The headline number is the balance sheet. GameStop ended Q4 with $9.01 billion in total cash, equivalents, and marketable securities, nearly double the $4.77 billion held a year prior. That buildup was funded by $4.2 billion in zero-coupon convertible notes issued during fiscal 2025. The company also generated $597.3 million in free cash flow for the full year, meaning the war chest has an organic replenishment mechanism beyond debt financing.

One drag on the portfolio: GameStop’s $500 million Bitcoin position generated a $151 million loss in Q4. Bitcoin is currently trading around $71,277, down 19.3% year-to-date, which means that position remains a source of earnings volatility.

The Silence Is the Signal

Cohen held no earnings conference call and provided no forward guidance with the Q4 filing. That pattern has held across every quarter of FY2025. For investors watching for acquisition clues, the absence of commentary is itself informative. Cohen has previously described his ambition to build a $100 billion company through a “big” acquisition, calling it “genius or totally foolish.” The warrant dividend announced in Q2 explicitly cited “potential acquisitions” as a use of proceeds, with up to $1.9 billion in potential gross proceeds if warrants are fully exercised. Nothing in this filing changes that framing.

The Acquisition Math

eBay currently carries a market cap of approximately $39.9 billion with $11.1 billion in trailing revenue. GameStop’s $9 billion liquid position covers roughly a fifth of that at current market prices, meaning any realistic deal structure would require a combination of debt, equity, and convertible instruments to close the gap.

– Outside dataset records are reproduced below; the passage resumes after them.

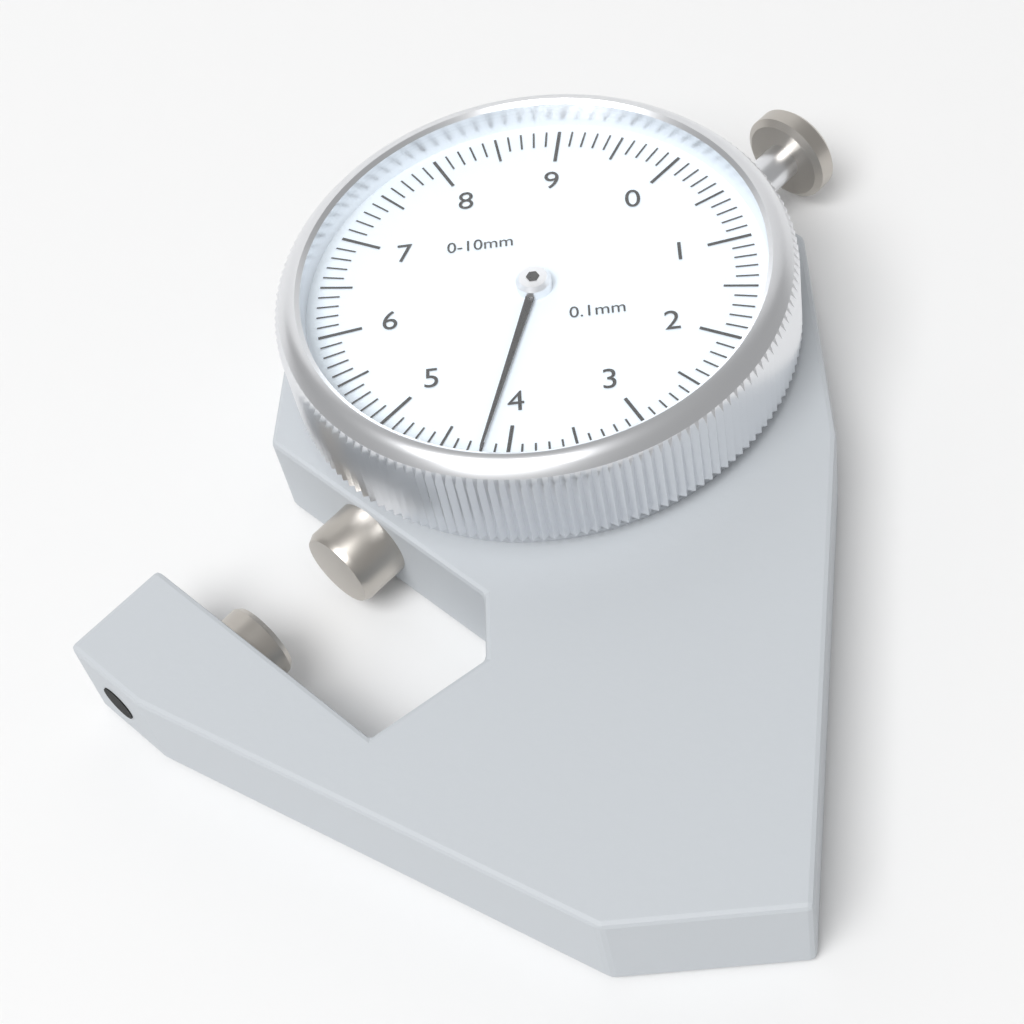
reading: 4.2 mm
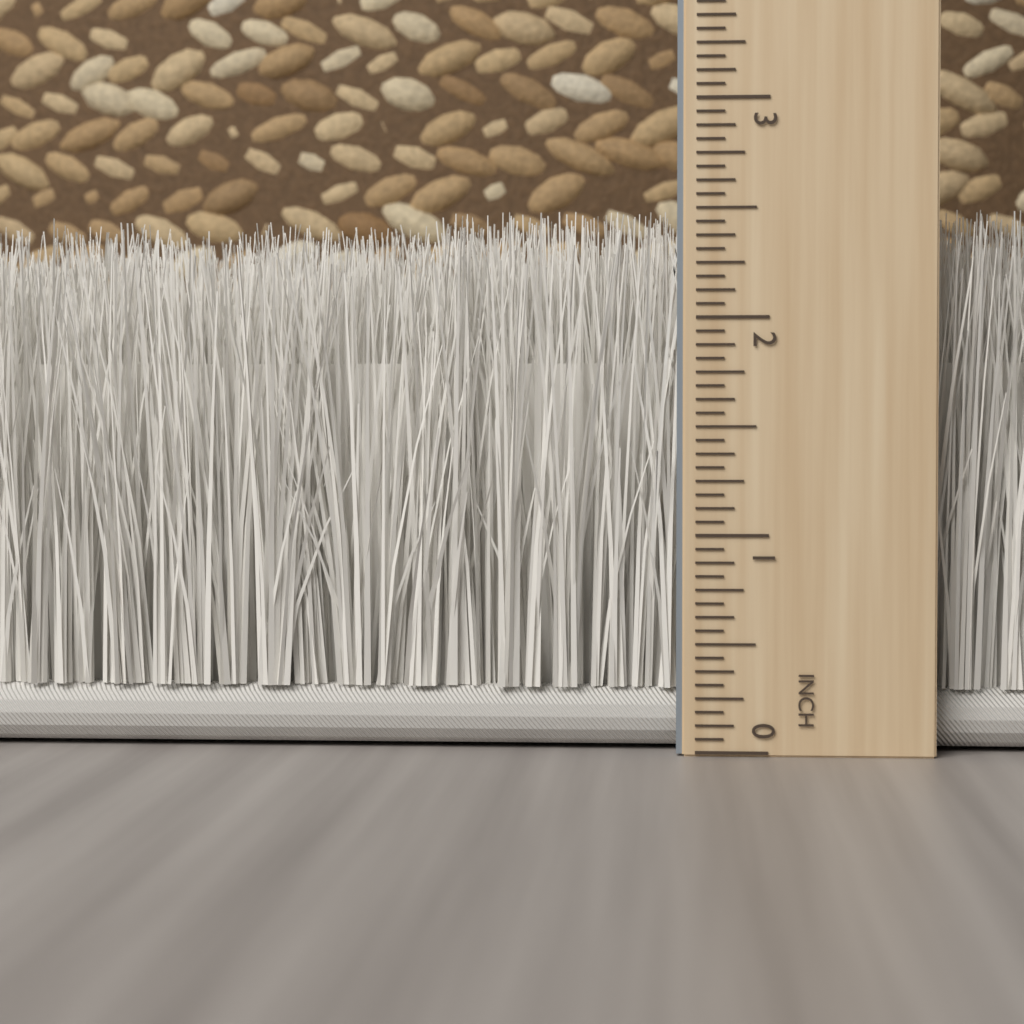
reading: 2.5000 inch
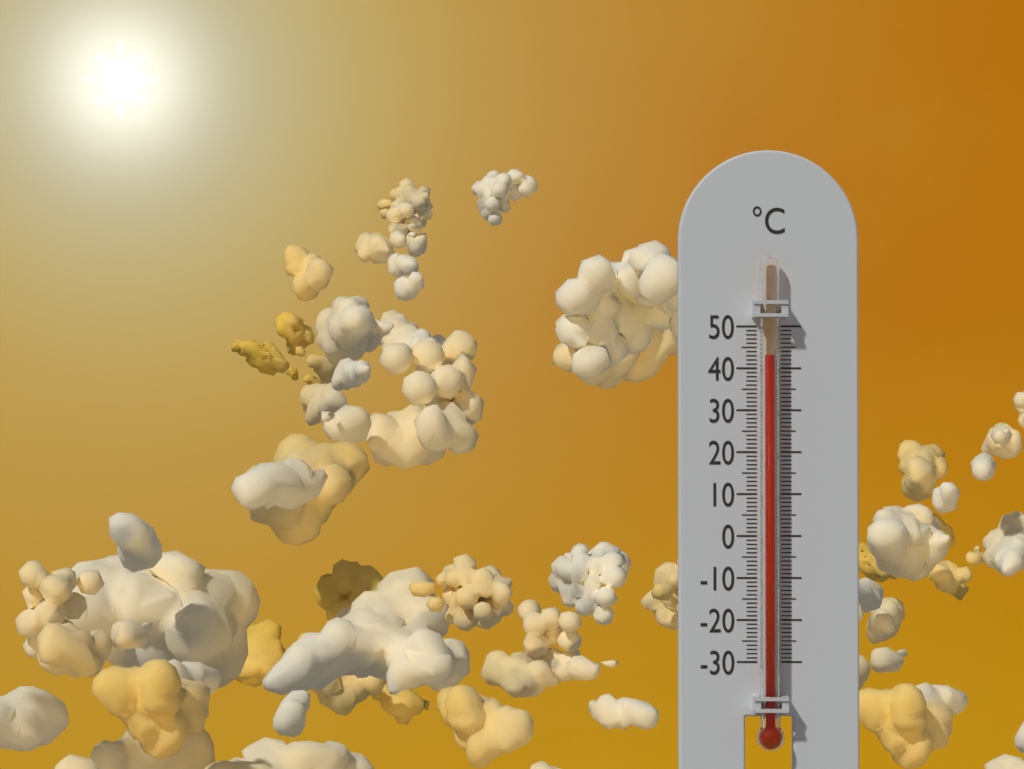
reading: 43 °C
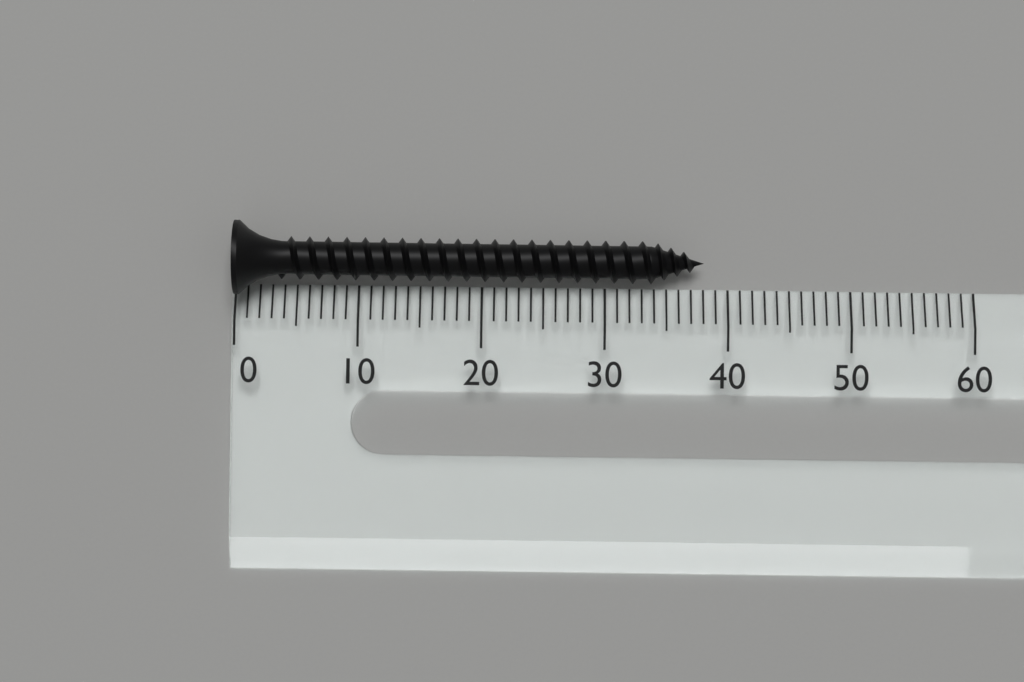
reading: 38 (no unit)
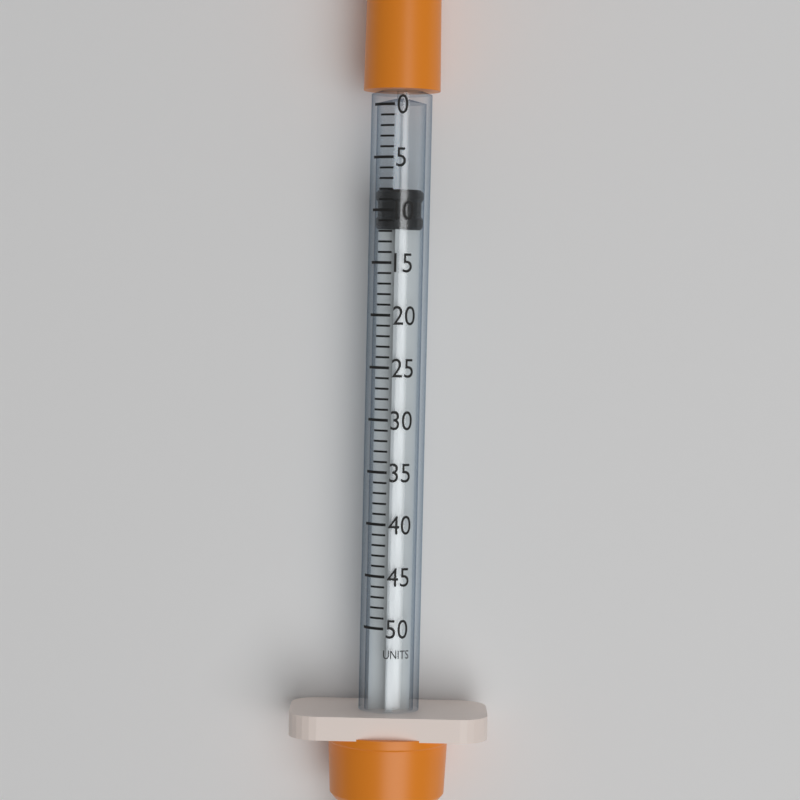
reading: 8 units
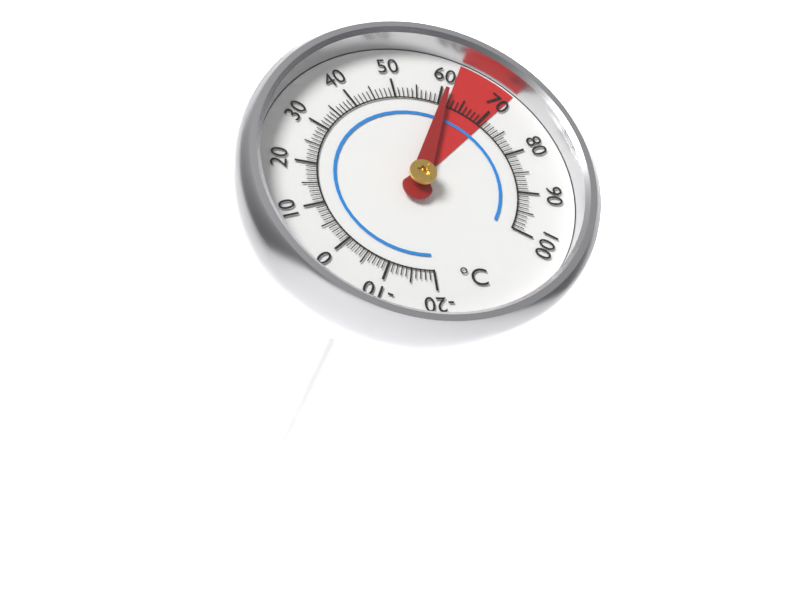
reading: 61 °C
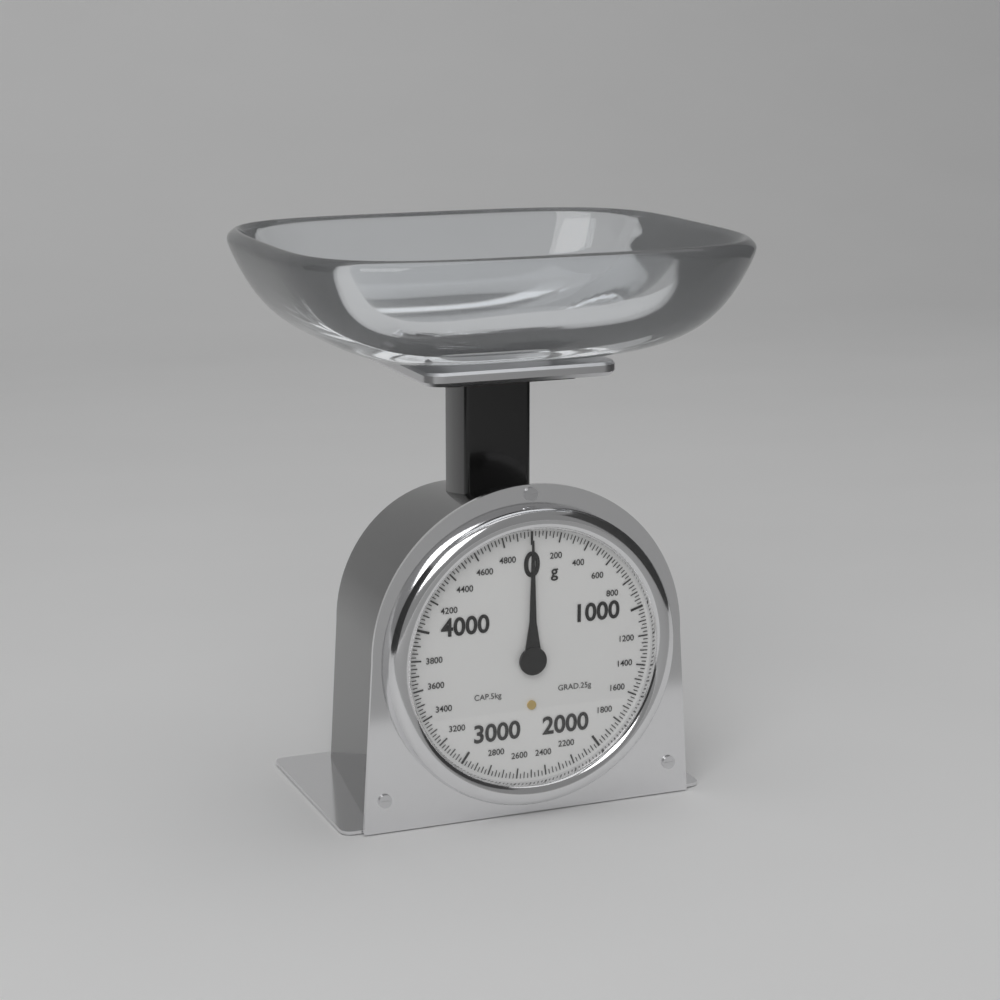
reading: 0 g
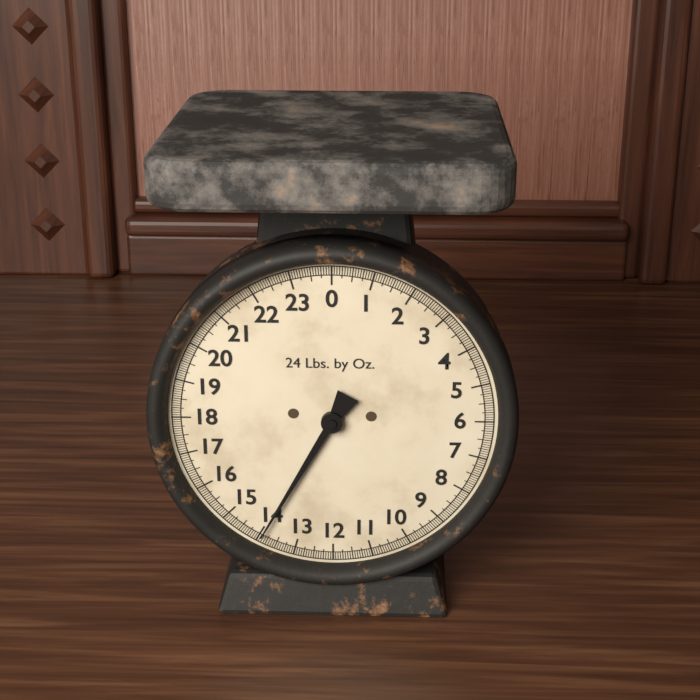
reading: 13.9375 lb
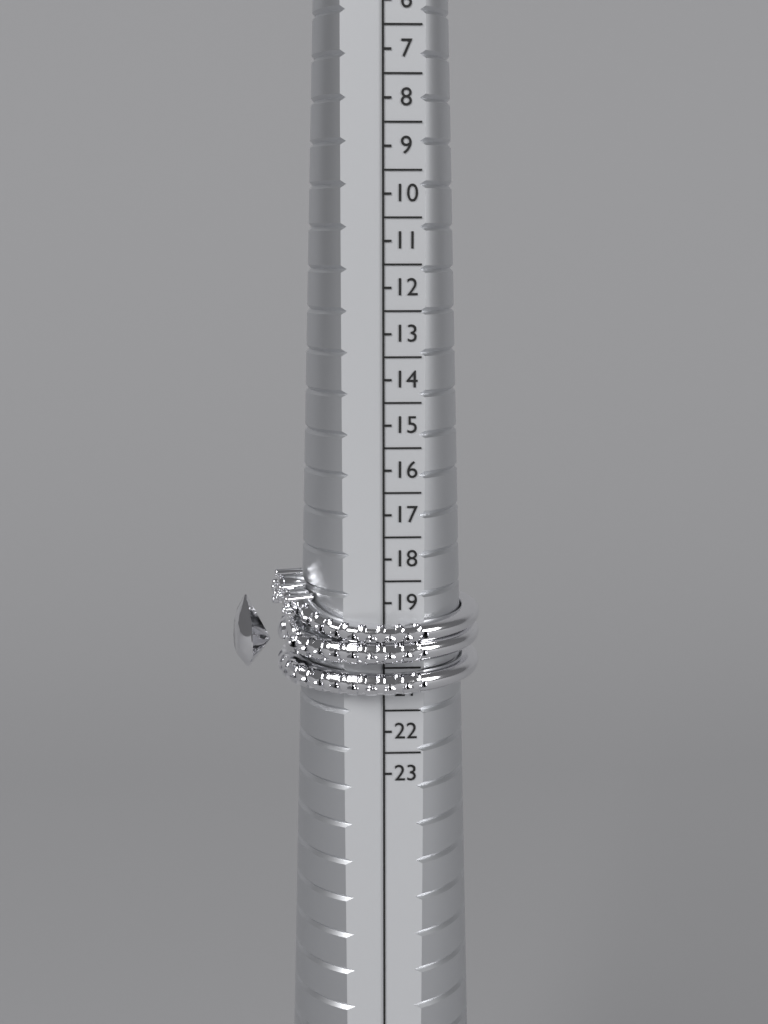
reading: 21.0 HK
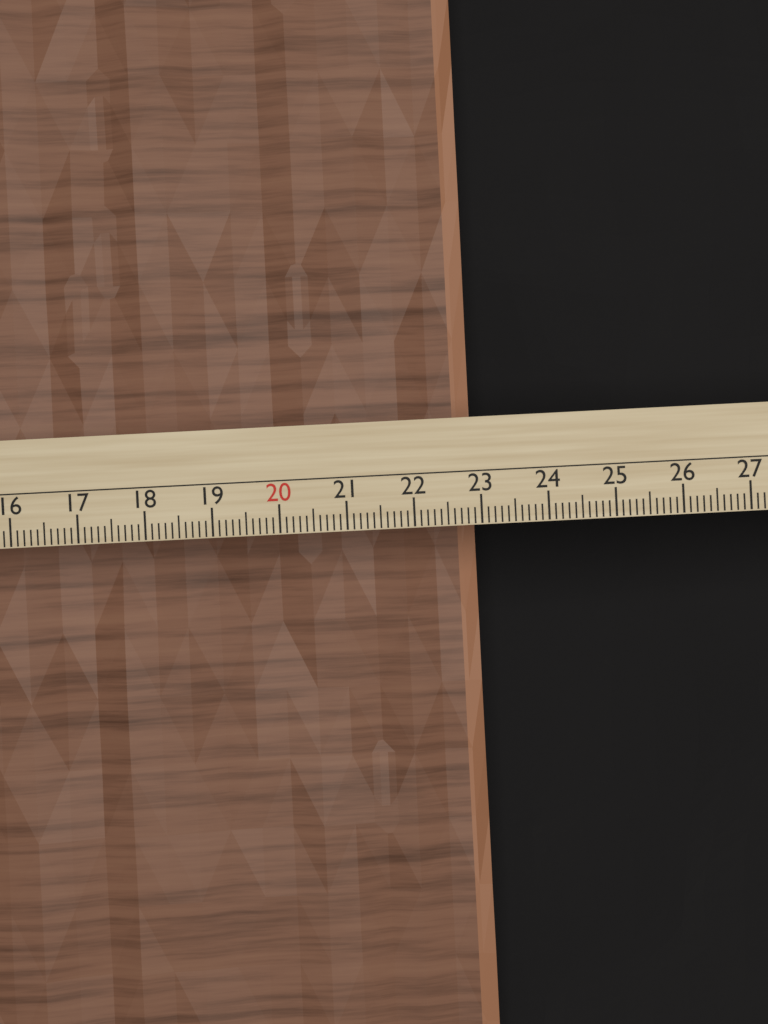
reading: 23.0 cm
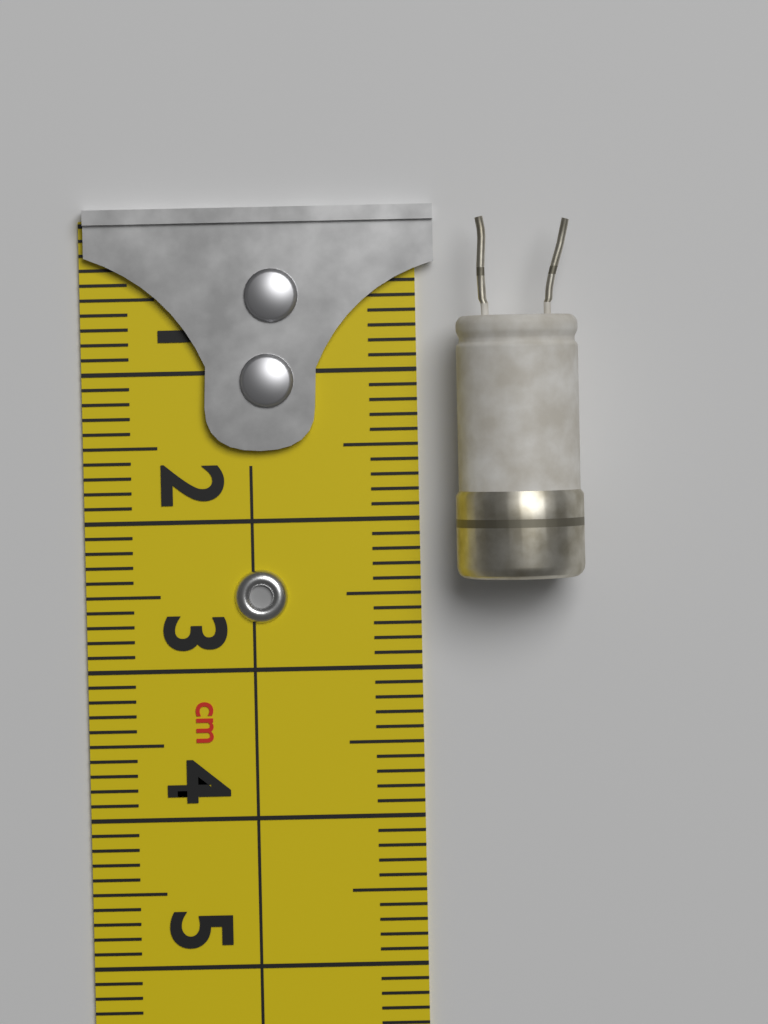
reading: 2.4 cm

On the stock itself, our price model places GameStop at a predicted price of $35.85 with a Buy rating and +57.2% upside from $22.81, with a five-year target of $78.59. That stands in sharp contrast to Wall Street’s consensus target of $13.50 with zero Buy ratings. A transformative acquisition could dramatically expand the bull case, but integration risk on a deal of this scale could just as easily compress it.

The earnings themselves were operationally strong: EPS of $0.49 against an estimate of $0.08, gross margin expanding to 35.0% from 28.3% a year ago, and collectibles now representing 33.1% of Q4 net sales. The core retail business is shrinking, but what remains is more profitable. The war chest is intact. Cohen’s silence continues. For investors in GME, the acquisition question remains open.